I don't believe it was his job to protect you from any legal actions, ....
The law for Rule 41(a)(2) dismissals is that the judge must craft conditions that will protect the defendants from legal prejudice. That can include undue expense. Thus, for plaintiffs to litigate, then dismiss, then litigate, then dismiss repeatedly in order to bankrupt defendants, that is one thing judges would be expected to prevent by the conditions they craft.
Once defendants answer the complaint, plaintiffs no longer have an absolute right to dismiss their lawsuit. That's why 3ABN had to file a motion rather than a notice. Such motions sometimes are denied.
... especially if you continue in the activities which brought you to those legal actions to begin with.
If someone exercises their freedoms of religion, press, and speech, they should not be sued once, much less repeatedly, if all they said was the truth.
Further, one should not be sued for blowing the whistle on Danny's cover up of the child molestation allegations against Tommy.
Telling the truth is not illegal in America.
I am quite sure they promised to sue you again, if you continued. They cease, you cease. They don't cease and you get to continue.
Simpson explicitly told me on Oct. 17, 2008, that if we agreed to let them drop the suit and release them from all liability, that each side would be free to keep talking about the other side.
The threat he sent us on Oct. 30, 2008, was that if anything we said could be traced to a confidential document, that his instructions were to immediately seek relief in the court.
However, on Oct. 31, 2008, he made it clear that he would harass us over our sharing information that we got long before the suit was ever filed.
I am also sure that they promised to haul you back into court, if you tried to keep those docs, being unsure of your purpose in retaining them.
We have a legal right to keep those documents. If they didn't like the fact that Hillman's confidentiality order allows us to keep the documents, they should have appealed Hillman's order. Have they done that? No! Therefore, we don't have to return anything.
For them to take them away anyway is called theft.
Or did they nearly promise to come after you no matter what you did? If that was the case, what was the purpose of dropping the present suit?
That's a question Gailon asked Simpson in response to one of his threats. Why did they drop the suit if they weren't ready to drop it all? It was a ploy that they thought they could use to muzzle us and take away all our evidence. But it didn't work.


WORK INSTRUCTION —
The expected answer comprises all lines from the entries that contain the string "Actual".

[Dataset entries on figures]

* * * *

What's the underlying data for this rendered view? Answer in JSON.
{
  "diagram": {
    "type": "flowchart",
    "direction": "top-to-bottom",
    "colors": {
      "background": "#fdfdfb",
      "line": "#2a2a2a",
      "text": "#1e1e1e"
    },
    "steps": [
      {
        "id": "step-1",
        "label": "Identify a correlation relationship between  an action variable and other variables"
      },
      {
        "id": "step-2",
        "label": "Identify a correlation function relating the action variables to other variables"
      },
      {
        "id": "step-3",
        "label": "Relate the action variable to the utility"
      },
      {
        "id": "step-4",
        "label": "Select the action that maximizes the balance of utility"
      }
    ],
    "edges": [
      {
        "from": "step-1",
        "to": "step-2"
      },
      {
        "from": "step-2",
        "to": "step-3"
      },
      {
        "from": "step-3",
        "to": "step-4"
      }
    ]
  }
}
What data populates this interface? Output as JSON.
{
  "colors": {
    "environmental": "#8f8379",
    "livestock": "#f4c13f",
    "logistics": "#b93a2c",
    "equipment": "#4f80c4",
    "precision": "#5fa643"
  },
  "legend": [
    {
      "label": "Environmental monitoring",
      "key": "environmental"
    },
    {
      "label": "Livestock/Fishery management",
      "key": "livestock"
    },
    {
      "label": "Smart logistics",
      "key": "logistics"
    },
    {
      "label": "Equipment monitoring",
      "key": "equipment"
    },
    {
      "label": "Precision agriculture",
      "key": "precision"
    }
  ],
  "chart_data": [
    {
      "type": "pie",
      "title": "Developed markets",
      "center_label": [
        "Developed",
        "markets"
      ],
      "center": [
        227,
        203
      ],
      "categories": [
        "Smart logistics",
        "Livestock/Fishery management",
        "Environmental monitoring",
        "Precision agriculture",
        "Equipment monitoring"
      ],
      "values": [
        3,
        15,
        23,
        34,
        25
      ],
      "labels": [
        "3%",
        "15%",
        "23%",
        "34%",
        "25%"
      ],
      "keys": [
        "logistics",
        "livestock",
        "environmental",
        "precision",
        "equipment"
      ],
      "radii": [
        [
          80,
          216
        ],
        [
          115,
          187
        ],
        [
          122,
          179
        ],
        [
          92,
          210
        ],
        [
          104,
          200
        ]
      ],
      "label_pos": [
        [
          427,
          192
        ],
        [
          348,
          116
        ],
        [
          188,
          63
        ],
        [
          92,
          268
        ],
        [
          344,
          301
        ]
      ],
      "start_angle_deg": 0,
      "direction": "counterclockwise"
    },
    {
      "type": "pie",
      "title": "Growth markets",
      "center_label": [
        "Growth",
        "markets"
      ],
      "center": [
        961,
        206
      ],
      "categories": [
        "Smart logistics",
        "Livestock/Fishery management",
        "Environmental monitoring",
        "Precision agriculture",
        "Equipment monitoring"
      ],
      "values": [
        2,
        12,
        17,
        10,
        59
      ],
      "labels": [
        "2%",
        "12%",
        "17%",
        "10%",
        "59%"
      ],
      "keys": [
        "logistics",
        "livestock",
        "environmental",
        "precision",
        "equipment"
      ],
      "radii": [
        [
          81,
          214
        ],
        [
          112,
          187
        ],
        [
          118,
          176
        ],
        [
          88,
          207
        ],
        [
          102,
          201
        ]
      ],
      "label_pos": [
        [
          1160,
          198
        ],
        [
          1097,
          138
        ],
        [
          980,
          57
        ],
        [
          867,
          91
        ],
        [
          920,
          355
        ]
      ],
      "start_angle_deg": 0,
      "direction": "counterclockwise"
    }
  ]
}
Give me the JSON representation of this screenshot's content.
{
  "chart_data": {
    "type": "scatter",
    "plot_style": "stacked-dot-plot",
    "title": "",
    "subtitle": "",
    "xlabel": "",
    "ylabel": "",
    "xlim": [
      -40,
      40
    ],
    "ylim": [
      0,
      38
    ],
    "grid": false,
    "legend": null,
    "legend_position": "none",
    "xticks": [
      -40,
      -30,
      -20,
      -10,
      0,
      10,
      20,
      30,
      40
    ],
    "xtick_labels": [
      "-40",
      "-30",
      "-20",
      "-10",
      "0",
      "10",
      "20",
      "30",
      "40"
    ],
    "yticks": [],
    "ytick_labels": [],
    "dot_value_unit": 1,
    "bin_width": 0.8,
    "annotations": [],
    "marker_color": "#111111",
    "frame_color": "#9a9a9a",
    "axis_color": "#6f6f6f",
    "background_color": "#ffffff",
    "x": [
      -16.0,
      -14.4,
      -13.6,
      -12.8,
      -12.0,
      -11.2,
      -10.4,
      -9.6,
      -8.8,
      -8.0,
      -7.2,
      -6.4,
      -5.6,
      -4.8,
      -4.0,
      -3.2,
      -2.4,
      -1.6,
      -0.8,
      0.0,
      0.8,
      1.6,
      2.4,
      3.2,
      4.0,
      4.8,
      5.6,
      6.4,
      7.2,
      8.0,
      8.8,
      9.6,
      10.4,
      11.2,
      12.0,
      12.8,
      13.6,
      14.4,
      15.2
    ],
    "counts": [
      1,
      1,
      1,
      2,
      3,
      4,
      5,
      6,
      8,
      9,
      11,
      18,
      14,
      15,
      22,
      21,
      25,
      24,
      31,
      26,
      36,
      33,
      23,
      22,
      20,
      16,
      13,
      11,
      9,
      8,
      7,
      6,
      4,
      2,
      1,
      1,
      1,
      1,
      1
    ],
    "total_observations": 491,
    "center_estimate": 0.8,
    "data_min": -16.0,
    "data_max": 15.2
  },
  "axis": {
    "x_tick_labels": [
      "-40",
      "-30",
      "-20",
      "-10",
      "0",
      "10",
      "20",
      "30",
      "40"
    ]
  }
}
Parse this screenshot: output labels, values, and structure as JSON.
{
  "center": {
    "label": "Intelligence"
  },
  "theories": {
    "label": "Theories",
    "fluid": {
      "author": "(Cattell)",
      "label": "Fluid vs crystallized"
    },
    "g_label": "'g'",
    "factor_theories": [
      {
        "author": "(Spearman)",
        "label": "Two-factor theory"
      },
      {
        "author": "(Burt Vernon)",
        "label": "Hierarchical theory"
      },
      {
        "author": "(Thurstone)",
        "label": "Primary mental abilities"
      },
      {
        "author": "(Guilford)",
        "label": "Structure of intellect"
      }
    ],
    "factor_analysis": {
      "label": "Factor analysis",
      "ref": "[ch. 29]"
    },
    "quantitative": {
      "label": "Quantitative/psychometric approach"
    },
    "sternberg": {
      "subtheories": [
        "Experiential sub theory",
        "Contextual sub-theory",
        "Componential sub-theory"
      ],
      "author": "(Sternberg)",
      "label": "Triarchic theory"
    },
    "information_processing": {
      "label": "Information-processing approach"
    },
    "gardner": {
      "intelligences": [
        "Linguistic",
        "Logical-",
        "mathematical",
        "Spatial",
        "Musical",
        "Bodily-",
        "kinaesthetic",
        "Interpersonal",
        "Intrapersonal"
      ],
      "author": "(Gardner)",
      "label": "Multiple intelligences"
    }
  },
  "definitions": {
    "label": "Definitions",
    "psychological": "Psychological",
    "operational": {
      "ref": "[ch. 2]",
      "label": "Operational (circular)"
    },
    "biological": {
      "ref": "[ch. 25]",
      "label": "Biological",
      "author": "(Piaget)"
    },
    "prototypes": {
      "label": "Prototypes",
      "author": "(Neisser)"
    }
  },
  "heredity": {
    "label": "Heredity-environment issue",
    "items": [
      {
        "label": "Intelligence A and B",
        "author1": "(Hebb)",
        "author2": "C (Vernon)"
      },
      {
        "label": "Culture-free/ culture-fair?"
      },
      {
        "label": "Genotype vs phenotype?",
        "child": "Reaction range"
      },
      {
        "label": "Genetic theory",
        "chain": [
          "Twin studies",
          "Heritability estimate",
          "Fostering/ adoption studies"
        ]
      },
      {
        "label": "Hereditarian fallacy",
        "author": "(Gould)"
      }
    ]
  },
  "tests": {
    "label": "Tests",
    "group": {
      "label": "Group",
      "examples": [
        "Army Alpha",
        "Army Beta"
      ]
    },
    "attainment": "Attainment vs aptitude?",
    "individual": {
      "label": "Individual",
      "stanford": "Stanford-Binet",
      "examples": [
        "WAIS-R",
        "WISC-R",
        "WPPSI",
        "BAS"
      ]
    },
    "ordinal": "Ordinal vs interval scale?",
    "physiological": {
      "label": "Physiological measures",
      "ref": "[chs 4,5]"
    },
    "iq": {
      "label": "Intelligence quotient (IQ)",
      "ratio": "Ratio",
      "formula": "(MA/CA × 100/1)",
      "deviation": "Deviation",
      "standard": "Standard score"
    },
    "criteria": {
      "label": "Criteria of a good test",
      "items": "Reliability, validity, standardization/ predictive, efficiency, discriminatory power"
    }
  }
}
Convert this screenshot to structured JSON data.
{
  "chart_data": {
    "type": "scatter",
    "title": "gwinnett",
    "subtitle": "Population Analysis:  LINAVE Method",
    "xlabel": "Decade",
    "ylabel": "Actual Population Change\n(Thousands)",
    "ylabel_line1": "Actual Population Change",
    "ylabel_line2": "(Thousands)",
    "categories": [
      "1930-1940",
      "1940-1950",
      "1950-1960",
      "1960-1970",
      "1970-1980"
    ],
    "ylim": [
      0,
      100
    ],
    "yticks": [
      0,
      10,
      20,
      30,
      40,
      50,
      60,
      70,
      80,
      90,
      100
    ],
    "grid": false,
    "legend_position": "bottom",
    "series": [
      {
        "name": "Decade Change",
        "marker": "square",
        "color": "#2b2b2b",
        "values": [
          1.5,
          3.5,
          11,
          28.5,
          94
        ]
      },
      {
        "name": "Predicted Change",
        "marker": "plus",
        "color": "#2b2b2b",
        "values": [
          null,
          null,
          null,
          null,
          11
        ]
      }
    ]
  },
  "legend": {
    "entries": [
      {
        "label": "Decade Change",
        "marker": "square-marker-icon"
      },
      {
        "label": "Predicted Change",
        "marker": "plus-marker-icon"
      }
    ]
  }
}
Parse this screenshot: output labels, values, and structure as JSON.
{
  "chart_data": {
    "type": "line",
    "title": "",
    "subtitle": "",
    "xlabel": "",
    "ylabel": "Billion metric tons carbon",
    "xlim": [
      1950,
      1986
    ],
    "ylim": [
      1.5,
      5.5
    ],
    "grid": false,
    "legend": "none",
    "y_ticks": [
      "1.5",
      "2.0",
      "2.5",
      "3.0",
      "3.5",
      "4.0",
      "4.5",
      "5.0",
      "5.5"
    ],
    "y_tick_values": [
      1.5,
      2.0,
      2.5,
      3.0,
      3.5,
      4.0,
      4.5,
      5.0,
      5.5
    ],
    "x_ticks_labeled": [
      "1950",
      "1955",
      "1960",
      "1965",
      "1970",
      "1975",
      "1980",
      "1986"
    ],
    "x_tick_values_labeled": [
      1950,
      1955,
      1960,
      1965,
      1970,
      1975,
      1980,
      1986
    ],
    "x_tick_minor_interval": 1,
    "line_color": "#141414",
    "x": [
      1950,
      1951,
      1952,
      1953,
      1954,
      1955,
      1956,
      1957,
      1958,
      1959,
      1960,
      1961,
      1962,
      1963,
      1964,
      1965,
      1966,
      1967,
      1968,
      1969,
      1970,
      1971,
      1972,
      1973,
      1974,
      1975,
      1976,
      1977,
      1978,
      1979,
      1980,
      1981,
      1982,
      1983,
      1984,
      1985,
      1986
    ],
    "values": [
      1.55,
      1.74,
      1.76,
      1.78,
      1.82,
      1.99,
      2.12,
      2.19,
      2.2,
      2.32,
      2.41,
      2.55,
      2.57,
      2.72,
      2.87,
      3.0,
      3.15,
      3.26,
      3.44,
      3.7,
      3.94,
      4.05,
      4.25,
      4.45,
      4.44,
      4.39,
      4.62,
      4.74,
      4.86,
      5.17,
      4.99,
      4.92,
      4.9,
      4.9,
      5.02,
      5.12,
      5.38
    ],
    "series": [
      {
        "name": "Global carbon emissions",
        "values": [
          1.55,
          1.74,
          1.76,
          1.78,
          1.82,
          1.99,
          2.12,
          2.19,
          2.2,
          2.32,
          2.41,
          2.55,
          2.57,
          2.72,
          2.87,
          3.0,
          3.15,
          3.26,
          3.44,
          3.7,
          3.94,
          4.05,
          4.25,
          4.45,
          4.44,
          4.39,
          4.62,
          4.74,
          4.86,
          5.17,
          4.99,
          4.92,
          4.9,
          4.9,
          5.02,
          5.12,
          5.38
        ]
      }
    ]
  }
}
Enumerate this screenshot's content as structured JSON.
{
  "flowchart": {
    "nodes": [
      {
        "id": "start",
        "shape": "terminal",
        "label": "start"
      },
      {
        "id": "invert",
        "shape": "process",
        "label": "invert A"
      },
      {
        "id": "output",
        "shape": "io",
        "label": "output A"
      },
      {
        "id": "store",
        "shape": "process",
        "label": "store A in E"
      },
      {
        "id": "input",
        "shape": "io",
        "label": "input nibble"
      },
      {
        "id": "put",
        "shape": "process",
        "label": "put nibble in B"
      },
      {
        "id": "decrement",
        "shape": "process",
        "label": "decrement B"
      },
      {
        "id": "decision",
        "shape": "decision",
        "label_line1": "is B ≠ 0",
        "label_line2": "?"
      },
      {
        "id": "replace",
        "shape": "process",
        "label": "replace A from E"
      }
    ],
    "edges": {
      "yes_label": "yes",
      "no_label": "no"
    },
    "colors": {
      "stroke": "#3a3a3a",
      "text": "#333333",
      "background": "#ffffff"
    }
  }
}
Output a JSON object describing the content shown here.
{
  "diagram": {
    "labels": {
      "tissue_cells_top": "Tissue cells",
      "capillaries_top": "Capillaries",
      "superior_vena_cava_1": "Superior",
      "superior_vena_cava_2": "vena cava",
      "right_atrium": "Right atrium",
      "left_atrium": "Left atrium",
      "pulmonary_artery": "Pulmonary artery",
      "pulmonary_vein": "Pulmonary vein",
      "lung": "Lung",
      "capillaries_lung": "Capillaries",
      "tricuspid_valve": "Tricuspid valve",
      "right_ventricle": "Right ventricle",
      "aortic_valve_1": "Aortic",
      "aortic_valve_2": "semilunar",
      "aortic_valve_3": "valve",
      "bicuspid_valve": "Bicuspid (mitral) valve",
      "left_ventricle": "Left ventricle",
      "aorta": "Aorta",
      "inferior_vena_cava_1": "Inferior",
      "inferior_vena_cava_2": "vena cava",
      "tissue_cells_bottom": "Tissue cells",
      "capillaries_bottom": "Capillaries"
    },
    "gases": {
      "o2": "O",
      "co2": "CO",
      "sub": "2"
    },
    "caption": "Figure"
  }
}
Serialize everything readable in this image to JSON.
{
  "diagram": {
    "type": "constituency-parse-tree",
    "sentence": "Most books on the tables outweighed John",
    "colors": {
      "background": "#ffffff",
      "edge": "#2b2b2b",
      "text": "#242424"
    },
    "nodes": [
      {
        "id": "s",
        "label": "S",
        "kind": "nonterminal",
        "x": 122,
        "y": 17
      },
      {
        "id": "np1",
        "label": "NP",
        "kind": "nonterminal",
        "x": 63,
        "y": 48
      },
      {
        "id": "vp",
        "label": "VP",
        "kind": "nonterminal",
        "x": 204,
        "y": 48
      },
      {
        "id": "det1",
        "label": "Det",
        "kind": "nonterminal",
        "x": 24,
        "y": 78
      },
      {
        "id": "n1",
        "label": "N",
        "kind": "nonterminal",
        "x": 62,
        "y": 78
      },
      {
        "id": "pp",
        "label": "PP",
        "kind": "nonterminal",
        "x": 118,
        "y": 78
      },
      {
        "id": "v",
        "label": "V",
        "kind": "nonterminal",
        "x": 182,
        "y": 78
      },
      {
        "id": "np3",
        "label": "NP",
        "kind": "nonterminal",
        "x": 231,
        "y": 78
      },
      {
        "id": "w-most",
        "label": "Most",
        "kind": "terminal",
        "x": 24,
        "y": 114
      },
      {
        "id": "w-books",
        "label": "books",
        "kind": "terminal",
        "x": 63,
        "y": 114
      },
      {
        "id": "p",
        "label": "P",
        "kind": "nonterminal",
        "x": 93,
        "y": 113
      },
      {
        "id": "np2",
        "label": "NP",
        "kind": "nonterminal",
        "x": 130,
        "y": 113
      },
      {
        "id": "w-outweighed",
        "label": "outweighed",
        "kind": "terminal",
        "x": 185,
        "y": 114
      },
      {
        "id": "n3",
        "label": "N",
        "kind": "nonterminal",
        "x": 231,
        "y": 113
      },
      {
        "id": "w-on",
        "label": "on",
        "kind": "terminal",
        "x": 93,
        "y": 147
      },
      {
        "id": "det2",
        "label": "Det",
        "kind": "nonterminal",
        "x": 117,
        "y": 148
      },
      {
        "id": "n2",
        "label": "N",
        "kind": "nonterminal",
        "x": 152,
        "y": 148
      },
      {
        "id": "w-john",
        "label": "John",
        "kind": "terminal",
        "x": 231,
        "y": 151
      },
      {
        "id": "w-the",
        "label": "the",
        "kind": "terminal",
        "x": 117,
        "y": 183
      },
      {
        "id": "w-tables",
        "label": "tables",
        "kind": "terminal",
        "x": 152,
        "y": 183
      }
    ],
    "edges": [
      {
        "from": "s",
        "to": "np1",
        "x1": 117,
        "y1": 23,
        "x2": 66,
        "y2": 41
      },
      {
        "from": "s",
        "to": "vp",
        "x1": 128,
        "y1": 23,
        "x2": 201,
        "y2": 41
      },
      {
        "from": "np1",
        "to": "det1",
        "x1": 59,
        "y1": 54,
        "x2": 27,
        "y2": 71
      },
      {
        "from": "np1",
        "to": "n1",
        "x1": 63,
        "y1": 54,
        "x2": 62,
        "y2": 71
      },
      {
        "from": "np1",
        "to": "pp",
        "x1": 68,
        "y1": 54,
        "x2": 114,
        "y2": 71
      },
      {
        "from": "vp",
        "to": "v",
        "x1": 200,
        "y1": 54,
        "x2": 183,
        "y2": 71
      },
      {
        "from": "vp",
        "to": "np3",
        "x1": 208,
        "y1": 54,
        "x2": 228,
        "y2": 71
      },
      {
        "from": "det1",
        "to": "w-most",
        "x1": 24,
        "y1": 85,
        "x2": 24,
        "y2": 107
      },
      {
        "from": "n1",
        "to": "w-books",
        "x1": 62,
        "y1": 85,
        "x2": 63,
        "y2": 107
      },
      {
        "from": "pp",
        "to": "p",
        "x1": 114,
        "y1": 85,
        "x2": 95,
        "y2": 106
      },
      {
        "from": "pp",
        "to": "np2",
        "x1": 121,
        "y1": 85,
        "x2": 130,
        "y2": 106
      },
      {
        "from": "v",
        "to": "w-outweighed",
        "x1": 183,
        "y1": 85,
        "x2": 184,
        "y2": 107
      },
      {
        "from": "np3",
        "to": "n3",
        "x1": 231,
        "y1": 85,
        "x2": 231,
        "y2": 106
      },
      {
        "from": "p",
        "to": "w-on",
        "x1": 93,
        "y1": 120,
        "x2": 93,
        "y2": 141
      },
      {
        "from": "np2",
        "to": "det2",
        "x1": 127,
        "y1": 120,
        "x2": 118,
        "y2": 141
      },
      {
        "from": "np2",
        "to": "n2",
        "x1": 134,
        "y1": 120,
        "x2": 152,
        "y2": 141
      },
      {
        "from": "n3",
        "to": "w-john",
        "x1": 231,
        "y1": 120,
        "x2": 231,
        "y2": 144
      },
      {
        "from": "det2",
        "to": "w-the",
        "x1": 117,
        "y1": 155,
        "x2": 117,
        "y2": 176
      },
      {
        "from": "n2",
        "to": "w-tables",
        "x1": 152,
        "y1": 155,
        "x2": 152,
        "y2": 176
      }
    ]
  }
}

* * * *

FINAL ANSWER —
    "ylabel": "Actual Population Change\n(Thousands)",
    "ylabel_line1": "Actual Population Change",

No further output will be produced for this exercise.